Theory and Society, 2007
Scholars have argued that transnational networks of right-wing economists and activists caused the worldwide embrace of neoliberalism. Using the case of an Italian think tank, CESES, associated with these networks, the author shows that the origins of neoliberalism were not in hegemony but in liminality. At CESES, the Italian and American right sought to convert Italians to free market values by showing them how Soviet socialism worked. However, CESES was created in liminal spaces that opened up within and between Soviet socialism and Western capitalism after the death of Joseph Stalin in 1953. Scholars from East and West at CESES developed new knowledge about actually existing socialism, which, due to the shifting context of the Cold War, seemed to provoke left-wing sympathies among the scholars and the students involved. CESES in fact required left-wing scholars, who had necessary skills and a fascination with a common project of democratic or market socialism, to create this new knowledge. The new knowledge that developed out of an East-West dialogue not only helped right-wing transnational networks to reorient their hegemonic projects, but also helped those on the left to understand actually existing socialism and what socialism might become. This knowledge could not be obtained without this dialogue and had to travel through liminal spaces.

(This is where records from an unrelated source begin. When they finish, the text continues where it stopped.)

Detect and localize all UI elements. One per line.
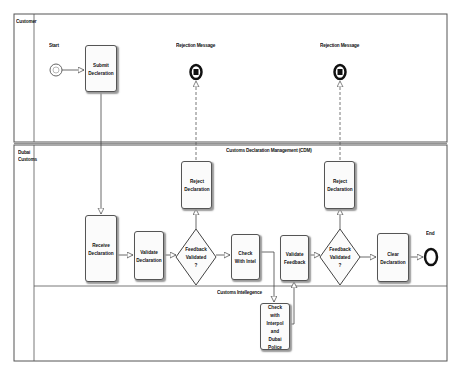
task-text: Submit	[88, 61, 113, 69]
sublane-label-cdm: Customs Declaration Management (CDM)	[226, 147, 312, 153]
task-text: Interpol and	[263, 319, 287, 335]
task-text: Declaration	[136, 256, 161, 264]
start-event-icon[interactable]	[50, 64, 62, 76]
task-clear-declaration[interactable]: ClearDeclaration	[377, 233, 409, 282]
task-text: Declaration	[88, 249, 113, 257]
end-event-label: End	[426, 230, 434, 236]
end-event-icon[interactable]	[425, 249, 437, 265]
diagram-canvas	[0, 0, 460, 373]
task-text: Decleration	[88, 69, 113, 77]
rejection-message-1-icon[interactable]	[191, 65, 202, 79]
task-validate-feedback[interactable]: ValidateFeedback	[280, 235, 309, 281]
task-submit-declaration[interactable]: SubmitDecleration	[85, 45, 117, 92]
task-text: Clear	[380, 250, 405, 258]
task-text: Dubai Police	[263, 335, 287, 351]
task-reject-declaration-2[interactable]: RejectDeclaration	[324, 161, 355, 209]
rejection-message-2-icon[interactable]	[335, 65, 346, 79]
gateway-2-label: Feedback Validated ?	[320, 245, 360, 269]
task-text: Declaration	[184, 185, 209, 193]
task-text: Check	[235, 249, 256, 257]
task-text: Reject	[327, 177, 352, 185]
gateway-text: Feedback	[179, 245, 213, 253]
gateway-text: Feedback	[323, 245, 357, 253]
task-text: Validate	[284, 250, 306, 258]
pool-customer	[14, 14, 447, 142]
sublane-label-intelligence: Customs Intellegence	[217, 289, 262, 295]
gateway-1-label: Feedback Validated ?	[176, 245, 216, 269]
task-check-with-intel[interactable]: CheckWith Intel	[231, 234, 260, 280]
task-check-interpol-dubai-police[interactable]: Check withInterpol andDubai Police	[260, 303, 290, 350]
task-text: Reject	[184, 177, 209, 185]
pool-label-line: Dubai	[18, 149, 37, 156]
task-text: Declaration	[380, 258, 405, 266]
gateway-text: ?	[323, 261, 357, 269]
task-text: With Intel	[235, 257, 256, 265]
rejection-message-1-label: Rejection Message	[176, 42, 215, 48]
flow-interpol-validatefeedback	[290, 282, 294, 324]
task-text: Declaration	[327, 185, 352, 193]
rejection-message-2-label: Rejection Message	[320, 42, 359, 48]
start-event-label: Start	[49, 42, 59, 48]
task-text: Validate	[136, 248, 161, 256]
gateway-text: Validated	[323, 253, 357, 261]
pool-label-dubai-customs: Dubai Customs	[18, 149, 37, 163]
task-text: Receive	[88, 241, 113, 249]
gateway-text: ?	[179, 261, 213, 269]
gateway-text: Validated	[179, 253, 213, 261]
task-reject-declaration-1[interactable]: RejectDeclaration	[181, 161, 212, 209]
pool-label-customer: Customer	[16, 18, 36, 24]
pool-label-line: Customs	[18, 156, 37, 163]
task-validate-declaration[interactable]: ValidateDeclaration	[134, 231, 164, 280]
flow-checkintel-interpol	[260, 252, 274, 302]
task-text: Check with	[263, 303, 287, 319]
task-receive-declaration[interactable]: ReceiveDeclaration	[85, 215, 117, 282]
task-text: Feedback	[284, 258, 306, 266]
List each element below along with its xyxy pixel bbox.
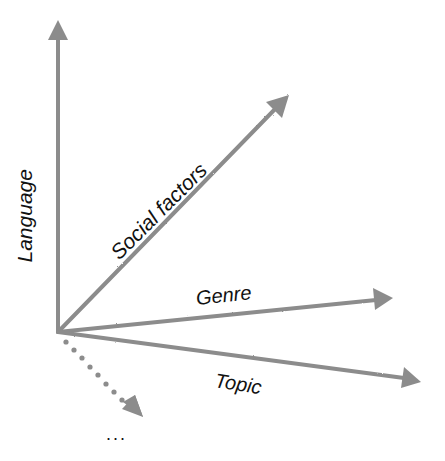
language-label: Language bbox=[14, 169, 35, 262]
language-axis-arrow bbox=[48, 20, 68, 332]
more-dimensions-dotted-arrow bbox=[63, 339, 143, 417]
more-dimensions-ellipsis: ... bbox=[106, 425, 127, 443]
social-factors-axis-arrow bbox=[58, 95, 289, 332]
dimension-diagram: Language Social factors Genre Topic ... bbox=[0, 0, 445, 461]
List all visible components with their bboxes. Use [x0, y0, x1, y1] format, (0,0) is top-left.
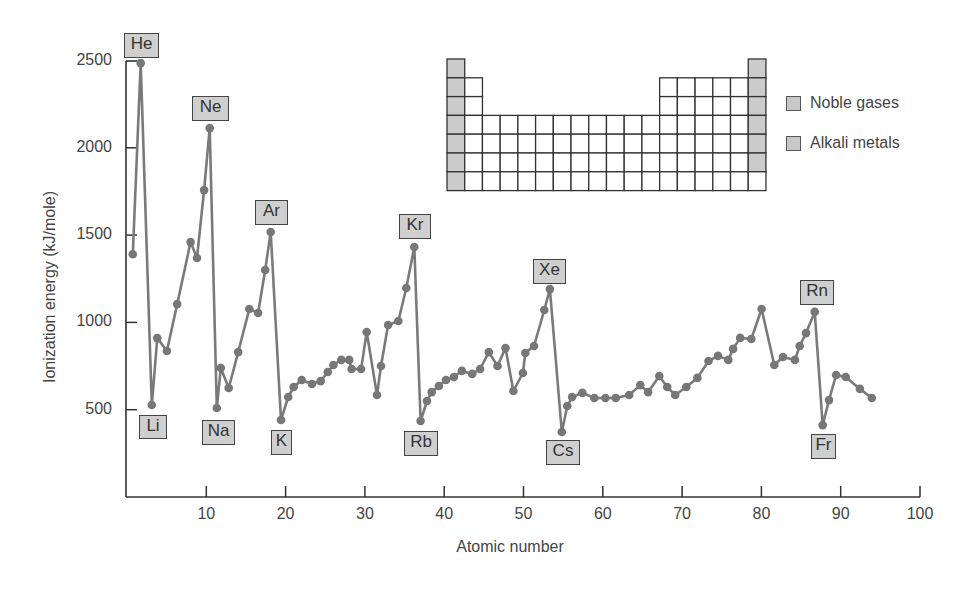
x-tick-label: 30 [345, 505, 385, 523]
data-point [791, 356, 800, 365]
data-point [163, 347, 172, 356]
label-li: Li [139, 415, 167, 439]
noble-cell [748, 78, 766, 97]
table-cell [482, 172, 500, 191]
table-cell [677, 115, 695, 134]
data-point [818, 421, 827, 430]
data-point [245, 305, 254, 314]
table-cell [695, 172, 713, 191]
data-point [284, 393, 293, 402]
data-point [410, 243, 419, 252]
data-point [578, 389, 587, 398]
table-cell [660, 97, 678, 116]
table-cell [642, 134, 660, 153]
data-point [373, 391, 382, 400]
table-cell [677, 134, 695, 153]
data-point [458, 367, 467, 376]
data-point [362, 328, 371, 337]
noble-cell [748, 97, 766, 116]
data-point [377, 362, 386, 371]
alkali-cell [447, 153, 465, 172]
alkali-cell [447, 59, 465, 78]
data-point [423, 397, 432, 406]
x-tick-label: 50 [504, 505, 544, 523]
legend: Noble gases Alkali metals [786, 92, 900, 172]
data-point [868, 394, 877, 403]
data-point [234, 348, 243, 357]
noble-cell [748, 134, 766, 153]
data-point [671, 391, 680, 400]
data-point [509, 387, 518, 396]
data-point [682, 383, 691, 392]
data-point [563, 402, 572, 411]
table-cell [731, 153, 749, 172]
data-point [611, 394, 620, 403]
data-point [442, 376, 451, 385]
table-cell [465, 153, 483, 172]
x-tick-label: 60 [583, 505, 623, 523]
x-tick-label: 70 [662, 505, 702, 523]
data-point [476, 365, 485, 374]
data-point [205, 124, 214, 133]
y-tick-label: 500 [52, 400, 112, 418]
table-cell [624, 115, 642, 134]
table-cell [731, 134, 749, 153]
x-tick-label: 20 [266, 505, 306, 523]
data-point [729, 345, 738, 354]
data-point [724, 356, 733, 365]
table-cell [500, 115, 518, 134]
data-point [277, 416, 286, 425]
y-tick-label: 2500 [52, 51, 112, 69]
data-point [308, 380, 317, 389]
data-point [261, 266, 270, 275]
table-cell [660, 115, 678, 134]
table-cell [660, 78, 678, 97]
table-cell [713, 97, 731, 116]
data-point [779, 353, 788, 362]
alkali-cell [447, 97, 465, 116]
table-cell [624, 172, 642, 191]
alkali-cell [447, 172, 465, 191]
table-cell [518, 172, 536, 191]
label-rb: Rb [404, 431, 438, 456]
data-point [558, 428, 567, 437]
table-cell [571, 153, 589, 172]
table-cell [500, 172, 518, 191]
table-cell [500, 134, 518, 153]
label-na: Na [202, 420, 235, 445]
table-cell [589, 115, 607, 134]
table-cell [731, 115, 749, 134]
table-cell [482, 134, 500, 153]
table-cell [677, 78, 695, 97]
table-cell [677, 153, 695, 172]
data-point [337, 356, 346, 365]
y-tick-label: 1500 [52, 225, 112, 243]
table-cell [695, 153, 713, 172]
table-cell [677, 97, 695, 116]
data-point [856, 385, 865, 394]
data-point [841, 373, 850, 382]
table-cell [695, 134, 713, 153]
data-point [568, 393, 577, 402]
data-point [289, 383, 298, 392]
x-tick-label: 90 [821, 505, 861, 523]
x-tick-label: 100 [900, 505, 940, 523]
data-point [519, 369, 528, 378]
data-point [802, 329, 811, 338]
data-point [435, 382, 444, 391]
data-point [329, 361, 338, 370]
data-point [747, 335, 756, 344]
table-cell [518, 115, 536, 134]
table-cell [589, 134, 607, 153]
legend-label-noble-gases: Noble gases [810, 94, 899, 112]
x-ticks [206, 486, 920, 497]
table-cell [536, 115, 554, 134]
table-cell [606, 153, 624, 172]
table-cell [713, 172, 731, 191]
data-point [200, 186, 209, 195]
data-point [501, 344, 510, 353]
table-cell [536, 172, 554, 191]
data-point [655, 372, 664, 381]
table-cell [465, 78, 483, 97]
data-point [450, 373, 459, 382]
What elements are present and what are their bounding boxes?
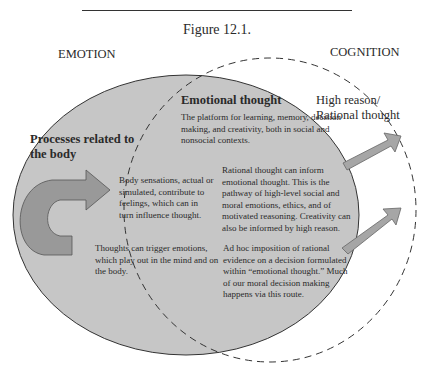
emotional-thought-heading: Emotional thought [181,93,281,108]
rational-inform-annotation: Rational thought can inform emotional th… [222,165,357,234]
body-processes-heading: Processes related to the body [30,132,150,162]
cognition-label: COGNITION [330,45,399,60]
body-sensations-annotation: Body sensations, actual or simulated, co… [119,175,214,221]
high-reason-heading: High reason/ Rational thought [316,93,411,123]
emotion-label: EMOTION [58,47,116,62]
thoughts-trigger-annotation: Thoughts can trigger emotions, which pla… [95,243,220,278]
ad-hoc-annotation: Ad hoc imposition of rational evidence o… [223,243,348,301]
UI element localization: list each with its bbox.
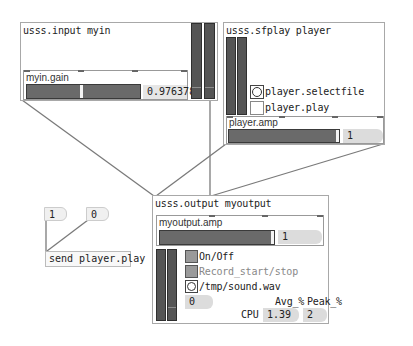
input-gain-value: 0.976378: [147, 86, 195, 97]
selectfile-button[interactable]: [250, 85, 264, 99]
number-box-0[interactable]: 0: [86, 207, 109, 221]
file-path-label: /tmp/sound.wav: [199, 281, 281, 292]
input-module-title: usss.input myin: [23, 25, 110, 36]
sfplay-meter-right: [237, 37, 247, 115]
input-meter-left: [191, 23, 202, 99]
on-off-label: On/Off: [199, 251, 234, 262]
cpu-peak-header: Peak_%: [307, 296, 327, 307]
input-gain-panel: myin.gain 0.976378: [23, 70, 188, 100]
cpu-avg-value: 1.39: [267, 309, 291, 320]
slider-knob[interactable]: [80, 85, 83, 98]
cpu-peak-number: 2: [303, 308, 327, 322]
sfplay-module-title: usss.sfplay player: [226, 25, 331, 36]
send-message-text: send player.play: [46, 252, 130, 266]
on-off-toggle[interactable]: [185, 250, 198, 263]
bang-icon: [187, 282, 196, 291]
slider-knob[interactable]: [336, 130, 339, 142]
file-button[interactable]: [185, 280, 198, 293]
play-label: player.play: [265, 102, 329, 113]
cpu-label: CPU: [241, 309, 258, 320]
output-amp-value: 1: [282, 231, 288, 242]
input-meter-right: [204, 23, 215, 99]
sfplay-amp-label: player.amp: [229, 117, 278, 128]
cpu-avg-number: 1.39: [263, 308, 299, 322]
output-level-value: 0: [189, 296, 195, 307]
output-meter-left: [156, 249, 166, 321]
record-toggle[interactable]: [185, 265, 198, 278]
output-amp-slider[interactable]: [159, 230, 275, 245]
output-module[interactable]: usss.output myoutput myoutput.amp 1 On/O…: [152, 195, 329, 324]
number-box-1-value: 1: [49, 209, 55, 220]
send-player-play-message[interactable]: send player.play: [45, 251, 131, 267]
sfplay-amp-slider[interactable]: [228, 129, 340, 143]
sfplay-amp-panel: player.amp 1: [226, 116, 384, 144]
play-toggle[interactable]: [250, 101, 264, 115]
output-amp-panel: myoutput.amp 1: [156, 215, 324, 246]
output-level-number[interactable]: 0: [185, 295, 213, 309]
sfplay-amp-number[interactable]: 1: [343, 129, 383, 143]
cpu-peak-value: 2: [307, 309, 313, 320]
selectfile-label: player.selectfile: [265, 86, 364, 97]
sfplay-meter-left: [226, 37, 236, 115]
output-module-title: usss.output myoutput: [155, 198, 271, 209]
input-gain-slider[interactable]: [26, 84, 141, 99]
cpu-avg-header: Avg_%: [275, 296, 304, 307]
bang-icon: [252, 87, 262, 97]
sfplay-module[interactable]: usss.sfplay player player.selectfile pla…: [223, 22, 385, 145]
slider-knob[interactable]: [271, 231, 274, 244]
input-module[interactable]: usss.input myin myin.gain 0.976378: [20, 22, 218, 101]
input-gain-number[interactable]: 0.976378: [143, 85, 187, 99]
number-box-0-value: 0: [91, 209, 97, 220]
output-amp-number[interactable]: 1: [278, 230, 322, 244]
record-label: Record_start/stop: [199, 266, 298, 277]
output-amp-label: myoutput.amp: [159, 217, 222, 228]
sfplay-amp-value: 1: [347, 130, 353, 141]
output-meter-right: [167, 249, 177, 321]
input-gain-label: myin.gain: [26, 72, 69, 83]
number-box-1[interactable]: 1: [44, 207, 67, 221]
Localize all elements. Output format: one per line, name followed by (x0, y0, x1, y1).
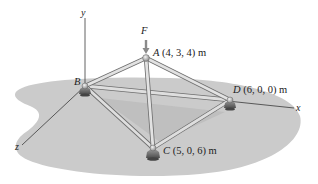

Many scholars have asked themselves if and for how long they should use the concept of 'post-socialism.' We review some ways in which post-socialism is no longer used productively, and suggest that one way to analyze the enduring effects of socialism (a useful role for the concept of post-socialism) is by paying attention to how the economic and political elites in Central and Eastern Europe continue to use the ghost of state-socialism as the ultimate boogeyman, disciplinary device and 'ideological antioxidant.' References to the socialist period help the winners of transition further pass on to labor the costs of social reproduction and collective consumption. We call this blend of post-1989 anti-communism and neoliberal hegemony 'zombie socialism,' and we argue that it is a key component of contemporary capitalism in Central and Eastern Europe. We illustrate briefly some cases of zombie socialism and we use data such as EU 28 statistics on labor, wages, work-life (im)balance, income tax, housing and housing policies to show the effects of this hegemonic discourse. We look at housing in greater detail, because the continuous discounting of housing as an area of government intervention makes housing policy a telling example of zombie socialism. The presence of zombie socialism for almost three decades in Central and Eastern Europe made some of these countries 'more' capitalist than countries with longer capitalist traditions in Europe. We join others who have suggested that that there is nothing to transition any longer, as the 'transition' is long over, and also suggest that the analysis of 'actually existing neoliberalism' in Central and Eastern Europe should be pursued through post-socialism, instead of a flat, generalized and generic understanding of neoliberalism.
Constructing the Neoliberal Subject in the "Cool" Capitalism of Central and Eastern Europe, 2019
The e-paper focuses on some of ideological/cultural pillars of neoliberal subjectivity in Central and Eastern Europe after 1989.